2 portraits in the collection
Ann Mary Windeyer (née Rudd, c. 1783–1865) arrived in Sydney in 1828 with her husband Charles Windeyer (1780–1855) and nine of their ten children.
1 portrait in the collection
Richard Windeyer (1806-1847), journalist, barrister and politician, was the eldest of the ten children born to Charles Windeyer and his wife Ann Mary and remained in England when the rest of his family went to New South Wales.
3 portraits in the collection
Jane Windeyer (1865–1950) was the second eldest daughter of politician and judge Sir William Charles Windeyer (1834–1897) and his wife, Mary (née Bolton, 1837–1912), a leading campaigner for women’s rights.

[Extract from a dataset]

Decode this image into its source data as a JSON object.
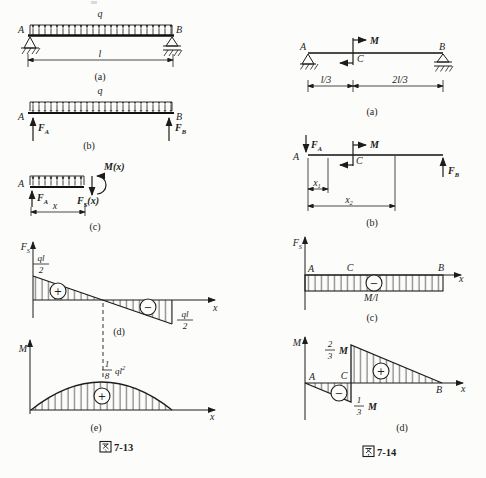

2 portraits in the collection
Mary Windeyer (née Bolton, 1837-1912), women's rights campaigner, was one of the nine children of Robert Thorley Bolton, a clergyman who emigrated to New South Wales in 1839.
3 portraits in the collection
Sir William Windeyer (1834-1897) was a politician and judge. One of the first undergraduates to study at the University of Sydney, he developed a particular interest in education and the rights of women - he was responsible for the Married Women's Property Act of 1879, and was Founding Chairman of the university's Women's College.

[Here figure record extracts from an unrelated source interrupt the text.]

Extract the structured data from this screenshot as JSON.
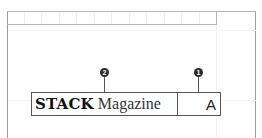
{
  "diagram": {
    "ruler": {
      "cells": 12
    },
    "field_box": {
      "brand_text": "STACK",
      "title_text": "Magazine",
      "right_text": "A"
    },
    "callouts": [
      {
        "id": "callout-1",
        "label": "1",
        "points_to": "right-cell"
      },
      {
        "id": "callout-2",
        "label": "2",
        "points_to": "left-cell"
      }
    ],
    "colors": {
      "border": "#555555",
      "frame": "#9a9a9a",
      "callout_fill": "#2a2a2a",
      "callout_text": "#ffffff"
    }
  }
}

4 portraits in the collection
Maria Windeyer (née Camfield, 1795–1878), landowner, emigrated to New South Wales in 1835 with her husband Richard, a barrister, and their infant son, William Charles.
2 portraits in the collection
Charles Ulm (1898-1934) began work as a clerk in a stockbroking office after he left school, but enlisted under a false identity in the 1st Battalion of the AIF just before his 16th birthday.
2 portraits in the collection
Charles Teo AM (b. 1957) is a neurosurgeon. Born in Sydney, where he attended Scots College and graduated in medicine and surgery from the University of New South Wales, he worked for some years at the Children’s Medical Center, Dallas, Texas and was Associate Professor of Neurosurgery at the University of Arkansas.
1 portrait in the collection
Charles Abraham, son of a London architect, trained at the Royal Academy schools under the sculptor Sierier, and for a further three years in Paris and Rome.
1 portrait in the collection
Jack Charles (1943–2022) was a revered Wiradjuri, Boon Warrung, Dja Dja Wurrung, Woiwurrung and Yorta Yorta Elder, activist, actor, musician and artist.
1 portrait in the collection
Charles Turner (1773-1851), engraver, was born in Oxfordshire and moved to London at the end of the 1780s.
2 portraits in the collection
Sir Charles Nicholson (1808-1903), statesman, landowner, businessman, connoisseur, scholar and physician, was born illegitimately into unpropitious circumstances in Yorkshire.
2 portraits in the collection
Charles Kean (1811-1868), actor, threw in his Eton education when his mother was deserted by his penniless father, the tragedian Edmund Kean.
1 portrait in the collection
Born in Lincolnshire, Charles Hewitt (1837–1912) had begun working in Melbourne by 1860 and was one of the founding members of the Photographic Society of Victoria.
3 portraits in the collection
Charles Troedel (1835-1906), born in Hamburg, was working in Norway when he was headhunted by AW Schuhkrafft, a Melbourne printer who seeking European craftsmen.